The Air Force has not yet equipped itself with the system, and Ciconia continues to develop it in experiments it conducts with Robinson helicopters and civilian drones, funded by the BIRD Foundation, a binational American-Israeli fund, and private investors. "The BIRD Foundation has helped and continues to help along the way. In the last year and a half, there has been a surge, we have conversations with two serious customers, and many inquiries. More and more entities are encountering the problem, are concerned, and are looking for solutions."

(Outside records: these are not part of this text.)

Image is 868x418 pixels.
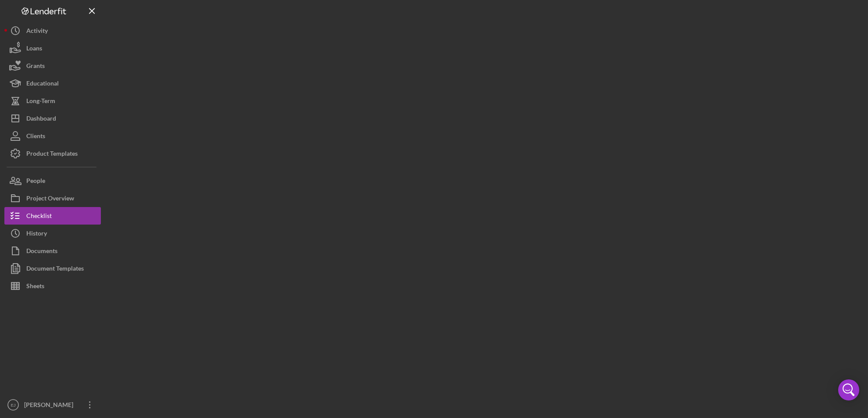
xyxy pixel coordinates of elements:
[838,380,859,401] div: Open Intercom Messenger
[26,225,47,245] div: History
[4,22,101,40] button: Activity
[26,277,44,297] div: Sheets
[4,207,101,225] button: Checklist
[4,396,101,414] button: EJ[PERSON_NAME]
[4,92,101,110] button: Long-Term
[26,22,48,42] div: Activity
[4,225,101,242] button: History
[26,75,59,95] div: Educational
[4,57,101,75] button: Grants
[4,127,101,145] button: Clients
[4,145,101,162] button: Product Templates
[26,207,52,227] div: Checklist
[26,260,84,279] div: Document Templates
[4,260,101,277] button: Document Templates
[22,396,79,416] div: [PERSON_NAME]
[4,110,101,127] button: Dashboard
[26,57,45,77] div: Grants
[4,172,101,190] button: People
[26,127,45,147] div: Clients
[4,75,101,92] button: Educational
[4,190,101,207] button: Project Overview
[26,242,57,262] div: Documents
[26,92,56,112] div: Long-Term
[4,277,101,295] button: Sheets
[4,40,101,57] button: Loans
[10,403,15,408] text: EJ
[26,145,78,165] div: Product Templates
[26,172,45,192] div: People
[26,190,74,210] div: Project Overview
[26,40,42,59] div: Loans
[26,110,56,130] div: Dashboard
[4,242,101,260] button: Documents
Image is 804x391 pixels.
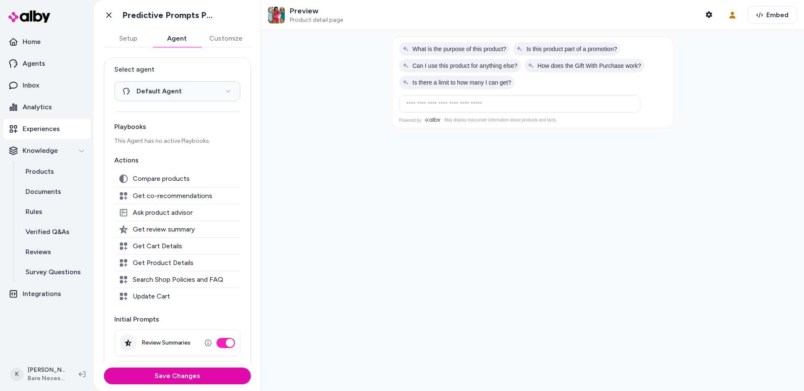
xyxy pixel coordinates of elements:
p: Verified Q&As [26,227,70,237]
a: Products [17,162,90,182]
p: Preview [290,6,343,16]
label: Select agent [114,65,240,75]
button: Agent [153,30,201,47]
img: alby Logo [8,10,50,23]
p: Knowledge [23,146,58,156]
span: Search Shop Policies and FAQ [133,276,223,284]
span: Get Product Details [133,259,194,267]
span: Embed [767,10,789,20]
p: Rules [26,207,42,217]
label: Review Summaries [142,339,191,347]
a: Survey Questions [17,262,90,282]
p: Documents [26,187,61,197]
a: Rules [17,202,90,222]
p: Home [23,37,41,47]
p: Analytics [23,102,52,112]
span: Get Cart Details [133,242,182,251]
h1: Predictive Prompts PDP [122,10,217,21]
p: Inbox [23,80,39,90]
a: Verified Q&As [17,222,90,242]
span: Ask product advisor [133,209,193,217]
span: Update Cart [133,292,170,301]
a: Home [3,32,90,52]
button: Embed [748,6,798,24]
p: Actions [114,155,240,165]
a: Inbox [3,75,90,96]
a: Documents [17,182,90,202]
p: Survey Questions [26,267,81,277]
span: K [10,368,23,381]
a: Agents [3,54,90,74]
span: Bare Necessities [28,375,65,383]
a: Analytics [3,97,90,117]
p: Experiences [23,124,60,134]
p: Playbooks [114,122,240,132]
p: Reviews [26,247,51,257]
span: Get review summary [133,225,195,234]
span: Compare products [133,175,190,183]
button: K[PERSON_NAME]Bare Necessities [5,361,72,388]
span: Product detail page [290,16,343,24]
button: Customize [201,30,251,47]
p: Agents [23,59,45,69]
button: Save Changes [104,368,251,385]
span: Get co-recommendations [133,192,212,200]
button: Setup [104,30,153,47]
p: This Agent has no active Playbooks. [114,137,240,145]
a: Reviews [17,242,90,262]
a: Integrations [3,284,90,304]
button: Knowledge [3,141,90,161]
img: GWP test - Default Title [268,7,285,23]
p: Products [26,167,54,177]
p: Integrations [23,289,61,299]
p: [PERSON_NAME] [28,366,65,375]
p: Initial Prompts [114,315,240,325]
a: Experiences [3,119,90,139]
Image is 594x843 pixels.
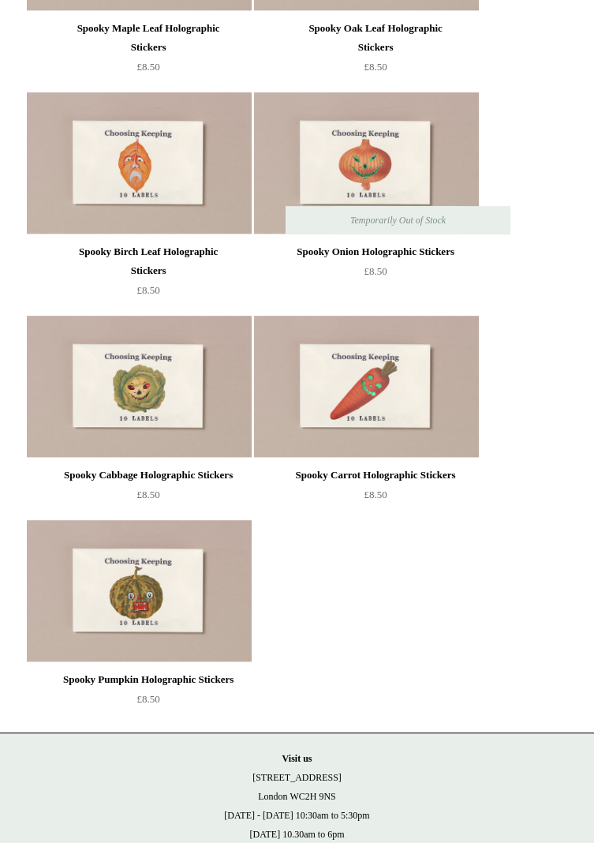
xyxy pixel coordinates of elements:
a: Spooky Cabbage Holographic Stickers Spooky Cabbage Holographic Stickers [58,316,283,458]
img: Spooky Carrot Holographic Stickers [254,316,478,458]
a: Spooky Cabbage Holographic Stickers £8.50 [58,458,238,504]
a: Spooky Pumpkin Holographic Stickers £8.50 [58,662,238,709]
span: Temporarily Out of Stock [335,206,462,234]
div: Spooky Pumpkin Holographic Stickers [62,670,234,689]
a: Spooky Maple Leaf Holographic Stickers £8.50 [58,11,238,77]
a: Spooky Birch Leaf Holographic Stickers £8.50 [58,234,238,300]
span: £8.50 [137,284,159,296]
div: Spooky Carrot Holographic Stickers [290,466,461,485]
div: Spooky Onion Holographic Stickers [290,242,461,261]
a: Spooky Birch Leaf Holographic Stickers Spooky Birch Leaf Holographic Stickers [58,92,283,234]
a: Spooky Onion Holographic Stickers Spooky Onion Holographic Stickers Temporarily Out of Stock [286,92,510,234]
div: Spooky Birch Leaf Holographic Stickers [62,242,234,280]
div: Spooky Oak Leaf Holographic Stickers [290,19,461,57]
a: Spooky Carrot Holographic Stickers £8.50 [286,458,465,504]
img: Spooky Birch Leaf Holographic Stickers [27,92,251,234]
div: Spooky Cabbage Holographic Stickers [62,466,234,485]
a: Spooky Oak Leaf Holographic Stickers £8.50 [286,11,465,77]
div: Spooky Maple Leaf Holographic Stickers [62,19,234,57]
img: Spooky Cabbage Holographic Stickers [27,316,251,458]
span: £8.50 [137,488,159,500]
a: Spooky Onion Holographic Stickers £8.50 [286,234,465,281]
a: Spooky Carrot Holographic Stickers Spooky Carrot Holographic Stickers [286,316,510,458]
span: £8.50 [364,265,387,277]
a: Spooky Pumpkin Holographic Stickers Spooky Pumpkin Holographic Stickers [58,520,283,662]
strong: Visit us [283,753,313,764]
span: £8.50 [137,693,159,705]
span: £8.50 [137,61,159,73]
span: £8.50 [364,488,387,500]
img: Spooky Pumpkin Holographic Stickers [27,520,251,662]
img: Spooky Onion Holographic Stickers [254,92,478,234]
span: £8.50 [364,61,387,73]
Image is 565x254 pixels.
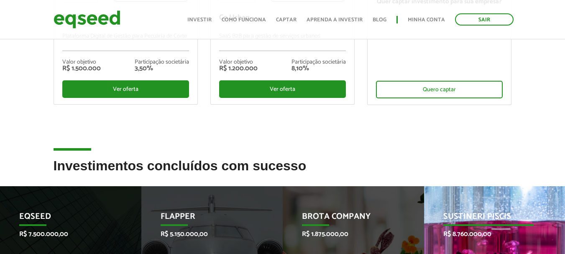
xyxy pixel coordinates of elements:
a: Sair [455,13,514,26]
img: EqSeed [54,8,120,31]
a: Investir [187,17,212,23]
p: Plataforma Digital de Gestão para Pecuária de Corte [62,33,189,51]
div: Participação societária [135,59,189,65]
div: Valor objetivo [219,59,258,65]
p: SaaS B2B para gestão de serviços urbanos [219,33,346,51]
p: R$ 8.760.000,00 [443,230,534,238]
div: Ver oferta [62,80,189,98]
p: Flapper [161,212,251,226]
div: Participação societária [292,59,346,65]
p: R$ 1.875.000,00 [302,230,392,238]
h2: Investimentos concluídos com sucesso [54,159,512,186]
div: Valor objetivo [62,59,101,65]
p: EqSeed [19,212,110,226]
div: R$ 1.500.000 [62,65,101,72]
div: Ver oferta [219,80,346,98]
a: Captar [276,17,297,23]
div: R$ 1.200.000 [219,65,258,72]
p: R$ 5.150.000,00 [161,230,251,238]
a: Como funciona [222,17,266,23]
div: Quero captar [376,81,503,98]
p: R$ 7.500.000,00 [19,230,110,238]
p: Brota Company [302,212,392,226]
a: Blog [373,17,387,23]
div: 3,50% [135,65,189,72]
a: Minha conta [408,17,445,23]
a: Aprenda a investir [307,17,363,23]
p: Sustineri Piscis [443,212,534,226]
div: 8,10% [292,65,346,72]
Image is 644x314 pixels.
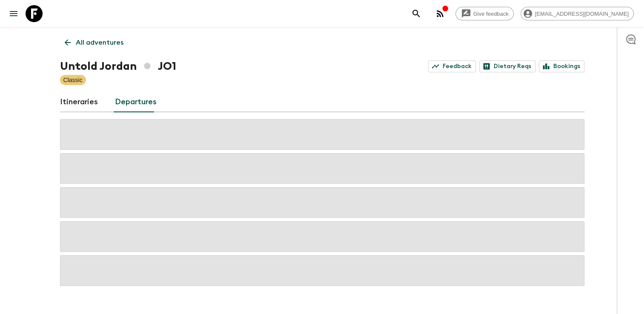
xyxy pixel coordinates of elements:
div: [EMAIL_ADDRESS][DOMAIN_NAME] [521,6,634,20]
a: Departures [115,92,157,112]
span: Give feedback [469,11,514,17]
p: All adventures [76,37,124,47]
span: [EMAIL_ADDRESS][DOMAIN_NAME] [530,11,633,17]
button: search adventures [408,5,424,22]
a: Bookings [539,60,585,72]
p: Classic [64,76,83,85]
a: Dietary Reqs [479,60,536,72]
h1: Untold Jordan JO1 [60,58,176,75]
a: Feedback [428,60,475,72]
a: All adventures [60,34,128,51]
a: Give feedback [455,6,514,20]
a: Itineraries [60,92,97,112]
button: menu [5,5,22,22]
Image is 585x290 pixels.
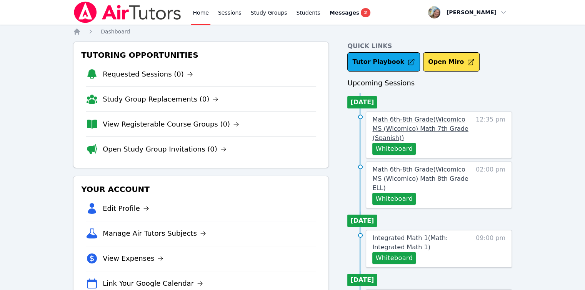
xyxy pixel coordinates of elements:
[372,115,472,143] a: Math 6th-8th Grade(Wicomico MS (Wicomico) Math 7th Grade (Spanish))
[103,144,227,155] a: Open Study Group Invitations (0)
[101,28,130,35] a: Dashboard
[103,278,203,289] a: Link Your Google Calendar
[73,2,182,23] img: Air Tutors
[372,165,472,193] a: Math 6th-8th Grade(Wicomico MS (Wicomico) Math 8th Grade ELL)
[330,9,359,17] span: Messages
[372,252,416,264] button: Whiteboard
[476,233,505,264] span: 09:00 pm
[103,203,149,214] a: Edit Profile
[103,253,163,264] a: View Expenses
[347,215,377,227] li: [DATE]
[347,42,512,51] h4: Quick Links
[347,274,377,286] li: [DATE]
[347,78,512,88] h3: Upcoming Sessions
[103,69,193,80] a: Requested Sessions (0)
[476,115,505,155] span: 12:35 pm
[73,28,512,35] nav: Breadcrumb
[347,52,420,72] a: Tutor Playbook
[347,96,377,108] li: [DATE]
[476,165,505,205] span: 02:00 pm
[372,233,472,252] a: Integrated Math 1(Math: Integrated Math 1)
[80,48,322,62] h3: Tutoring Opportunities
[103,119,239,130] a: View Registerable Course Groups (0)
[372,193,416,205] button: Whiteboard
[103,228,206,239] a: Manage Air Tutors Subjects
[423,52,480,72] button: Open Miro
[80,182,322,196] h3: Your Account
[103,94,218,105] a: Study Group Replacements (0)
[372,143,416,155] button: Whiteboard
[372,166,468,192] span: Math 6th-8th Grade ( Wicomico MS (Wicomico) Math 8th Grade ELL )
[361,8,370,17] span: 2
[372,234,448,251] span: Integrated Math 1 ( Math: Integrated Math 1 )
[372,116,468,142] span: Math 6th-8th Grade ( Wicomico MS (Wicomico) Math 7th Grade (Spanish) )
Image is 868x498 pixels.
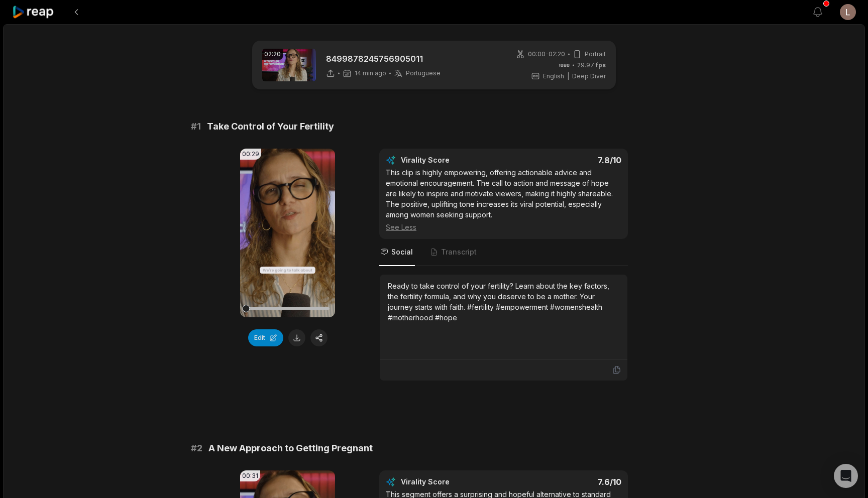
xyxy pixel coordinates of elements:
span: Take Control of Your Fertility [207,119,334,133]
button: Edit [248,329,284,346]
div: Virality Score [400,155,509,165]
span: Portrait [584,50,606,59]
div: Ready to take control of your fertility? Learn about the key factors, the fertility formula, and ... [388,281,619,323]
span: English [543,72,564,81]
div: 7.8 /10 [514,155,622,165]
div: 7.6 /10 [514,476,622,487]
div: This clip is highly empowering, offering actionable advice and emotional encouragement. The call ... [386,167,621,232]
span: fps [595,61,606,69]
video: Your browser does not support mp4 format. [240,148,335,317]
span: # 1 [191,119,201,133]
div: Virality Score [400,476,509,487]
span: Transcript [441,247,477,257]
span: Deep Diver [572,72,606,81]
div: See Less [386,222,621,232]
div: 02:20 [262,49,283,60]
span: # 2 [191,441,202,455]
p: 8499878245756905011 [326,53,440,65]
span: Portuguese [405,70,440,77]
nav: Tabs [379,239,628,266]
span: 29.97 [577,60,606,70]
span: 00:00 - 02:20 [528,50,565,59]
span: A New Approach to Getting Pregnant [208,441,372,455]
span: | [567,72,569,81]
span: Social [391,247,413,257]
div: Open Intercom Messenger [834,464,858,488]
span: 14 min ago [355,70,386,77]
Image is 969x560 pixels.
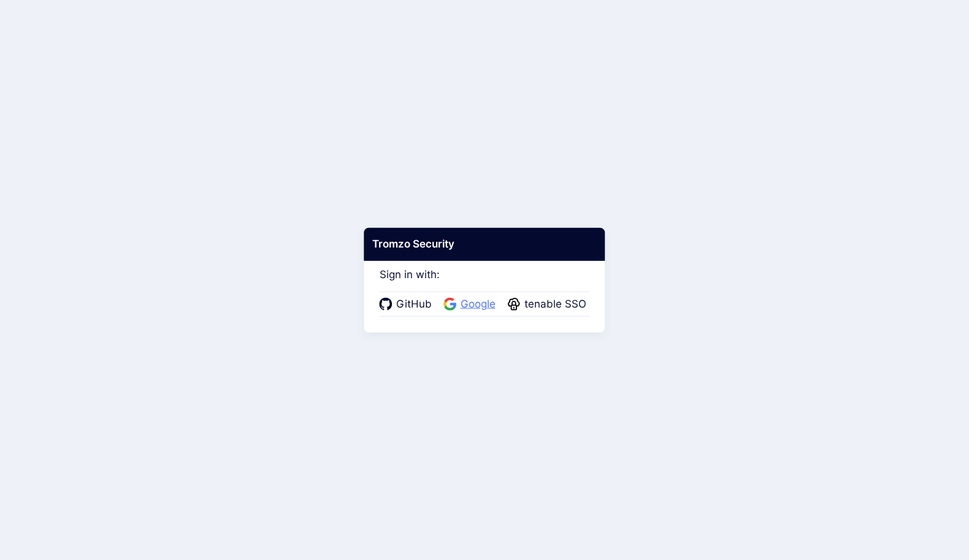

One of these entities is NASA, which has integrated the team from Ness Ziona and Beersheba into its work teams for air traffic control and preventing drone and UAV accidents, alongside giant companies like Airbus. Ciconia's solution, known professionally as C&CAS (Coordination & Collision Avoidance System), already appears in NASA's ConOps (Concept of Operations) documents as one of the technologies that will revolutionize aerial firefighting.
The commercial potential is significant: beyond selling the system to every aircraft, costing up to thousands of dollars per unit depending on the aircraft, using the system will require a subscription fee for operation and maintenance, potentially generating billions in annual revenue. The system performs with high success rates in tests and simulations, and the company is working on giving the C&CAS the ability to prevent collisions between aircraft with the system installed and those without it.
The first field expected to adopt the technology is wildfire firefighting in North America, as early as next year. "The most burning problem in aerial firefighting, and we encountered it in Israel as well. Firefighting and police forces use drones to locate fire hotspots and identify the pace of spread. During a fire, firefighting pilots operate in harsh conditions, very low altitude, smoke, often heavy heat, and great fatigue. It is impossible to identify drones from the air. Therefore, to avoid a collision, when a firefighting helicopter or plane arrives, all drones must be on the ground. However, the drone is lifesaving equipment, and it is crucial to allow the firefighter to use the drone even when firefighting planes operate nearby. We have proven in many tests and demonstrations: with the C&CAS, planes, drones, and helicopters can operate together without the risk of collision."
Another problem that the C&CAS solves is preventing the dropping of fire retardants from planes on firefighters on the ground in forest fires. "In a forest fire, the pilot does not see firefighters on the ground. Accidents have occurred in the past due to dropping retardants near firefighters on the ground. In one incident, a tree collapsed, killing one firefighter and injuring two others; in another, firefighters were washed away with the liquids several hundred meters down a steep slope. The C&CAS will prevent such events," says Cohen.